BIS announces CBDC, tokenization projects for 2024
The Bank for International Settlements 2024 program features six new projects exploring the issues of cybersecurity, fighting financial crime, CBDCs and green finance.
The Bank for International Settlements (BIS) Innovation Hub will proceed to the second phase of its central bank digital currency (CBDC) privacy testing and launch a blockchain-based tokenization project in 2024.
On Jan. 23, the BIS announced its work program for the year. It features six new projects exploring the issues of cybersecurity, fighting financial crime, CBDCs and green finance. In the announcement, Cecilia Skingsley, head of the BIS Innovation Hub, stated that another critical area is tokenization, where the new project, Promissa, will be followed by “more initiatives.”
Project Promissa, which is a collaboration between the BIS, the Swiss National Bank and the World Bank, aims to build a proof-of-concept (PoC) of a platform for digital tokenized promissory notes. Promissory notes are the traditional debt or financial instrument legally projecting the obligation of one party to pay a determinate amount of money to another at a certain time. According to the BIS, most promissory notes, which play a prominent role in the financial system, are still paper-based. The BIS hopes to conclude the PoC by early 2025.
Meanwhile, Project Aurum, which is conducted jointly by the BIS and the Hong Kong Monetary Authority (HKMA), will enter a new phase of researching the privacy of retail payments using CBDCs. In 2022, the HKMA completed the wholesale interbank system, e-wallet and a retail CBDC prototype for the Aurum project.
Four other new projects from the BIS — Project Leap, Project Symbiosis, Project Hertha and Project NGFS Data Directory 2.0 — don’t crossover directly with the digital assets industry.
The bank will also continue its work on Project Mandala, which seeks to automatize the compliance procedures for cross-border payments; Project Pyxtrail, which monitors the balance sheets of asset-backed stablecoins; and Project Cambridge, which experiments with a multi-CBDC platform for cross-border payments.
The BIS remained one of the leading global advocates for CBDCs and a fiery critic of stablecoins in 2023. In November 2023, Agustín Carstens, general manager of the BIS, urged central banks worldwide to lead digital innovation and called CBDCs the “central element” of this leadership.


Your objective
Write back every record verbatim.
---- Supplied information
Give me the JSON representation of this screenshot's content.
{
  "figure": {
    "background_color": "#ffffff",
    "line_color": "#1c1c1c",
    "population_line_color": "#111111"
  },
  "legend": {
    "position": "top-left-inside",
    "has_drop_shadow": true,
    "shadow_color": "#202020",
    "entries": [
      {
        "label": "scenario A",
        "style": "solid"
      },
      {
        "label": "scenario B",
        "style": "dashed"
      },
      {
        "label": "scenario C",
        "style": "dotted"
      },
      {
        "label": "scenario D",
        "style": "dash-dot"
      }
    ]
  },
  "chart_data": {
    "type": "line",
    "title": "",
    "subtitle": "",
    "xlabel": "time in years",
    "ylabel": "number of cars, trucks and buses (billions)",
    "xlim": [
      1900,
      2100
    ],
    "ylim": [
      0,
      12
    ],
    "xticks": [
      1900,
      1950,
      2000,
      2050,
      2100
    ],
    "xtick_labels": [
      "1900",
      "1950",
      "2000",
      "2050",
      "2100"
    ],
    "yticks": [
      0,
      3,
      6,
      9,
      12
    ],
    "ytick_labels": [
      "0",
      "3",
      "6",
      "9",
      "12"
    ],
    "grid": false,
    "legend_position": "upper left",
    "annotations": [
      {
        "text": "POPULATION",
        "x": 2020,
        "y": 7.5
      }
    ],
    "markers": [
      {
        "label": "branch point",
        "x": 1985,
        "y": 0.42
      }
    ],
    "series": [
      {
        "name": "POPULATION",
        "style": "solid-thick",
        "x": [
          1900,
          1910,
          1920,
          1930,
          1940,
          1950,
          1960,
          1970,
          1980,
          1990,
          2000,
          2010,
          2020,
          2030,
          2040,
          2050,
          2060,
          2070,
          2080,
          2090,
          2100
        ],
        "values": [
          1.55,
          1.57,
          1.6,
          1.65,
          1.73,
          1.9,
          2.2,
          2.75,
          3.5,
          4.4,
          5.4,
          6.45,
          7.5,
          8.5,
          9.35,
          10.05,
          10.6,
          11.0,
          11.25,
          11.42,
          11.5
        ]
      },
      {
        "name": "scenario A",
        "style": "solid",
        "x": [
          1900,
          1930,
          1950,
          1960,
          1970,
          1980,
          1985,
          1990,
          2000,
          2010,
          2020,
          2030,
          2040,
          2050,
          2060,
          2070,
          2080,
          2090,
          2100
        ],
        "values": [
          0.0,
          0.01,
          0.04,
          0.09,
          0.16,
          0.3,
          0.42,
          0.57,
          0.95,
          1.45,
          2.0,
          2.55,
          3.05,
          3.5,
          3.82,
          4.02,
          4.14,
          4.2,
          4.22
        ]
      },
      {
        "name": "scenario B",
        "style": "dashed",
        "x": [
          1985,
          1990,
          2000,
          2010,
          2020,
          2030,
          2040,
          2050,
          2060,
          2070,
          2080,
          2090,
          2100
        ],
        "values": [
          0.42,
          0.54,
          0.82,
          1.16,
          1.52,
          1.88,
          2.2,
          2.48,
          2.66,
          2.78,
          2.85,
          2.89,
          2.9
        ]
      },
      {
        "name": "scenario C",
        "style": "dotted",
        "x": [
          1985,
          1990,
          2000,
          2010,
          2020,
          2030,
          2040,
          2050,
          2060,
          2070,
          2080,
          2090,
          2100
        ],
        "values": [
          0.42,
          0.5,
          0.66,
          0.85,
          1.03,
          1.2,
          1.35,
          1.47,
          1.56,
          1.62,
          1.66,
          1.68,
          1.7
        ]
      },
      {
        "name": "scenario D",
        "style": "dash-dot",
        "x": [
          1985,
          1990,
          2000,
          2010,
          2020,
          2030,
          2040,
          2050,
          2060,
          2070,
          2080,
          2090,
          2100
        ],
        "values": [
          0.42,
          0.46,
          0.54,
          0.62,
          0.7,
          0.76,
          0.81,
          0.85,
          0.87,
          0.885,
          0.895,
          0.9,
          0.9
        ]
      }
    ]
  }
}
--------
Output below
Give me the JSON representation of this screenshot's content.
{
  "figure": {
    "background_color": "#ffffff",
    "line_color": "#1c1c1c",
    "population_line_color": "#111111"
  },
  "legend": {
    "position": "top-left-inside",
    "has_drop_shadow": true,
    "shadow_color": "#202020",
    "entries": [
      {
        "label": "scenario A",
        "style": "solid"
      },
      {
        "label": "scenario B",
        "style": "dashed"
      },
      {
        "label": "scenario C",
        "style": "dotted"
      },
      {
        "label": "scenario D",
        "style": "dash-dot"
      }
    ]
  },
  "chart_data": {
    "type": "line",
    "title": "",
    "subtitle": "",
    "xlabel": "time in years",
    "ylabel": "number of cars, trucks and buses (billions)",
    "xlim": [
      1900,
      2100
    ],
    "ylim": [
      0,
      12
    ],
    "xticks": [
      1900,
      1950,
      2000,
      2050,
      2100
    ],
    "xtick_labels": [
      "1900",
      "1950",
      "2000",
      "2050",
      "2100"
    ],
    "yticks": [
      0,
      3,
      6,
      9,
      12
    ],
    "ytick_labels": [
      "0",
      "3",
      "6",
      "9",
      "12"
    ],
    "grid": false,
    "legend_position": "upper left",
    "annotations": [
      {
        "text": "POPULATION",
        "x": 2020,
        "y": 7.5
      }
    ],
    "markers": [
      {
        "label": "branch point",
        "x": 1985,
        "y": 0.42
      }
    ],
    "series": [
      {
        "name": "POPULATION",
        "style": "solid-thick",
        "x": [
          1900,
          1910,
          1920,
          1930,
          1940,
          1950,
          1960,
          1970,
          1980,
          1990,
          2000,
          2010,
          2020,
          2030,
          2040,
          2050,
          2060,
          2070,
          2080,
          2090,
          2100
        ],
        "values": [
          1.55,
          1.57,
          1.6,
          1.65,
          1.73,
          1.9,
          2.2,
          2.75,
          3.5,
          4.4,
          5.4,
          6.45,
          7.5,
          8.5,
          9.35,
          10.05,
          10.6,
          11.0,
          11.25,
          11.42,
          11.5
        ]
      },
      {
        "name": "scenario A",
        "style": "solid",
        "x": [
          1900,
          1930,
          1950,
          1960,
          1970,
          1980,
          1985,
          1990,
          2000,
          2010,
          2020,
          2030,
          2040,
          2050,
          2060,
          2070,
          2080,
          2090,
          2100
        ],
        "values": [
          0.0,
          0.01,
          0.04,
          0.09,
          0.16,
          0.3,
          0.42,
          0.57,
          0.95,
          1.45,
          2.0,
          2.55,
          3.05,
          3.5,
          3.82,
          4.02,
          4.14,
          4.2,
          4.22
        ]
      },
      {
        "name": "scenario B",
        "style": "dashed",
        "x": [
          1985,
          1990,
          2000,
          2010,
          2020,
          2030,
          2040,
          2050,
          2060,
          2070,
          2080,
          2090,
          2100
        ],
        "values": [
          0.42,
          0.54,
          0.82,
          1.16,
          1.52,
          1.88,
          2.2,
          2.48,
          2.66,
          2.78,
          2.85,
          2.89,
          2.9
        ]
      },
      {
        "name": "scenario C",
        "style": "dotted",
        "x": [
          1985,
          1990,
          2000,
          2010,
          2020,
          2030,
          2040,
          2050,
          2060,
          2070,
          2080,
          2090,
          2100
        ],
        "values": [
          0.42,
          0.5,
          0.66,
          0.85,
          1.03,
          1.2,
          1.35,
          1.47,
          1.56,
          1.62,
          1.66,
          1.68,
          1.7
        ]
      },
      {
        "name": "scenario D",
        "style": "dash-dot",
        "x": [
          1985,
          1990,
          2000,
          2010,
          2020,
          2030,
          2040,
          2050,
          2060,
          2070,
          2080,
          2090,
          2100
        ],
        "values": [
          0.42,
          0.46,
          0.54,
          0.62,
          0.7,
          0.76,
          0.81,
          0.85,
          0.87,
          0.885,
          0.895,
          0.9,
          0.9
        ]
      }
    ]
  }
}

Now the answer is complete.